There’s a critical lesson for monarch lovers here; monarch moms know best.  I’m often asked which milkweed species we should plant to help protect monarchs from OE.  The answer is, as many different locally native species as you can.  Our role is to provide as wide a selection of native milkweeds as our gardens will allow so that monarch mothers can choose the best mix of cardenolide medicines for their offspring.  If we were to plant only the most medicinally active milkweeds, two bad things might happen.  First, uninfected monarchs would suffer unnecessary side effects from consuming toxic milkweeds.  Second, we would expect rapid evolution by the parasites to resist the milkweed antibiotics.  Just as many human diseases have become resistant to our go-to medicines, so too would OE become resistant to milkweed cardenolides if they were consumed by all monarch caterpillars all of the time.

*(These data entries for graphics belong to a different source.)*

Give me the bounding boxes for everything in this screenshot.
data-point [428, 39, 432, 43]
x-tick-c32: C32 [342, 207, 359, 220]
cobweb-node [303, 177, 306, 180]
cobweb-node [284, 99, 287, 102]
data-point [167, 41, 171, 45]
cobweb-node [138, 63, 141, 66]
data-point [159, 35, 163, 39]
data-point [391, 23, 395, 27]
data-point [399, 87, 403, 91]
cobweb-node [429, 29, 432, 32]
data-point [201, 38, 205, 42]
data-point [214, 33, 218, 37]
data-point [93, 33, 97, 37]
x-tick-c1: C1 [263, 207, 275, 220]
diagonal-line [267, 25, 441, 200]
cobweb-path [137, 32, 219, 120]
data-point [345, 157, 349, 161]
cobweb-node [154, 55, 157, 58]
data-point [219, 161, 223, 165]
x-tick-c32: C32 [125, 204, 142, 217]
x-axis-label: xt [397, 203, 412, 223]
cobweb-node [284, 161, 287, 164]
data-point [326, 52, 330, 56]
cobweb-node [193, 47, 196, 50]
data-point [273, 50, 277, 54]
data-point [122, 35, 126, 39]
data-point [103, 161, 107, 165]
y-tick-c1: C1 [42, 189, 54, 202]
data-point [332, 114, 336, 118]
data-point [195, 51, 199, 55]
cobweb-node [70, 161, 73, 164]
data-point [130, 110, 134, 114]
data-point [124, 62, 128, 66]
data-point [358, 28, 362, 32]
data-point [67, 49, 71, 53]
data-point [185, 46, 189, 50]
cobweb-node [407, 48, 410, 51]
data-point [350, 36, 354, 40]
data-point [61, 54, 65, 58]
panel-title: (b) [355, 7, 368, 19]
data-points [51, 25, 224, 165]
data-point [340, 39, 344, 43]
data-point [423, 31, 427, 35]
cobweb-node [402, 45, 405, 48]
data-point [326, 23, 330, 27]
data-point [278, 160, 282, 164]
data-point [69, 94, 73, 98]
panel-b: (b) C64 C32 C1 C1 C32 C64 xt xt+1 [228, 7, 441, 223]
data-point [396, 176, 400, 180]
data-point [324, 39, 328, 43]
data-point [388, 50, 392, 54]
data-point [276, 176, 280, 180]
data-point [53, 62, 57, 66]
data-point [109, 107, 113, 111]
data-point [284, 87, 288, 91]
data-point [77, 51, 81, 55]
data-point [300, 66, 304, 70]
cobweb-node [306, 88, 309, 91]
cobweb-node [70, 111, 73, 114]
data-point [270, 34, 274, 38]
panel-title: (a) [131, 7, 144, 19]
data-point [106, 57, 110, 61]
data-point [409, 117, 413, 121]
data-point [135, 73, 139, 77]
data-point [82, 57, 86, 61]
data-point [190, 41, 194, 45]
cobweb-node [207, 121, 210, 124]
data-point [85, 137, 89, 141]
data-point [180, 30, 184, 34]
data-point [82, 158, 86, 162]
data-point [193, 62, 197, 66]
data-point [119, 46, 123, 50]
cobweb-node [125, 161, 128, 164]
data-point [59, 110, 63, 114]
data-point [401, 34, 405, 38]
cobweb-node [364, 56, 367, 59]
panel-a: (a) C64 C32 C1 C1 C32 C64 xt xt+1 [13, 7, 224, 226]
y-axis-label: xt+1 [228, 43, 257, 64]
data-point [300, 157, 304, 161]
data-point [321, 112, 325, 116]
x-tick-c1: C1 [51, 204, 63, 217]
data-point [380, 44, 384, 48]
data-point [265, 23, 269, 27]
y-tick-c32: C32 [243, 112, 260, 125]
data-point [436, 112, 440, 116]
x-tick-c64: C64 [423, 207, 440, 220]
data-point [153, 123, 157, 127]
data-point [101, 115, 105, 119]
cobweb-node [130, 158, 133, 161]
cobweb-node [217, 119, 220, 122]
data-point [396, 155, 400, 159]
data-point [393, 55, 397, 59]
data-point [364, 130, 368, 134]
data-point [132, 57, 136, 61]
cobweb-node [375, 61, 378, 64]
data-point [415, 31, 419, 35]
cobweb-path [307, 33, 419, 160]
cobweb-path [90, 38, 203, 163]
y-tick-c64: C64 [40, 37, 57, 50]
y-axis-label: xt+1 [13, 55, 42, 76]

One final thought about monarchs and their medicines.  As Earth’s climate continues to change, we can already see impacts on the movement of monarch butterflies and the geographic range of their milkweed host plants.  Worse yet, plant chemistry responds remarkably quickly to changes in temperature, rainfall, and atmospheric concentrations of carbon dioxide.  Unfortunately, our experiments show reductions in the medicinal qualities of milkweed foliage in response to all of these environmental factors.  In short, the ability of monarchs to self-medicate is at risk from climate change.  What can we do to help?  It has never been more important to plant as diverse a palette of local native milkweed species for monarchs as we can.  By planting many different milkweed species, we will ensure that the “phytochemical landscape” remains diverse, allowing monarchs the opportunity to seek the medicines that they need.

Mark Hunter Headshot
Mark D. Hunter
Mark D. Hunter is the Dean of the Odum School of Ecology at the University of Georgia. Most recently he served as the Earl E. Werner Distinguished University Professor Emeritus of Ecology and Evolutionary Biology at the University of Michigan. He received his bachelor’s degree in 1984 and his doctorate in 1988, both from the University of Oxford in England. After serving as a NATO International Fellow and an NSERC International Fellow, he joined the faculty of the University of Georgia in 1995 where he served as founding Director of the Center for Biodiversity and Ecosystem Processes. He joined the University of Michigan in January 2006. His research interests include pollinator declines, forest ecology, environmental change, plant-animal interactions, ecosystem ecology, and biodiversity. Professor Hunter has published over 170 research articles and written or edited six books. He is the recipient of both a CAREER Award and an OPUS Award from the National Science Foundation, and in 2014 was elected a Fellow of the Ecological Society of America. From 2007 to 2012, he served as the first Director of the award-winning Frontiers Master’s Program in Ecology and Evolutionary Biology, which fosters graduate student diversity at the University of Michigan. Mark joined our Board in 2022.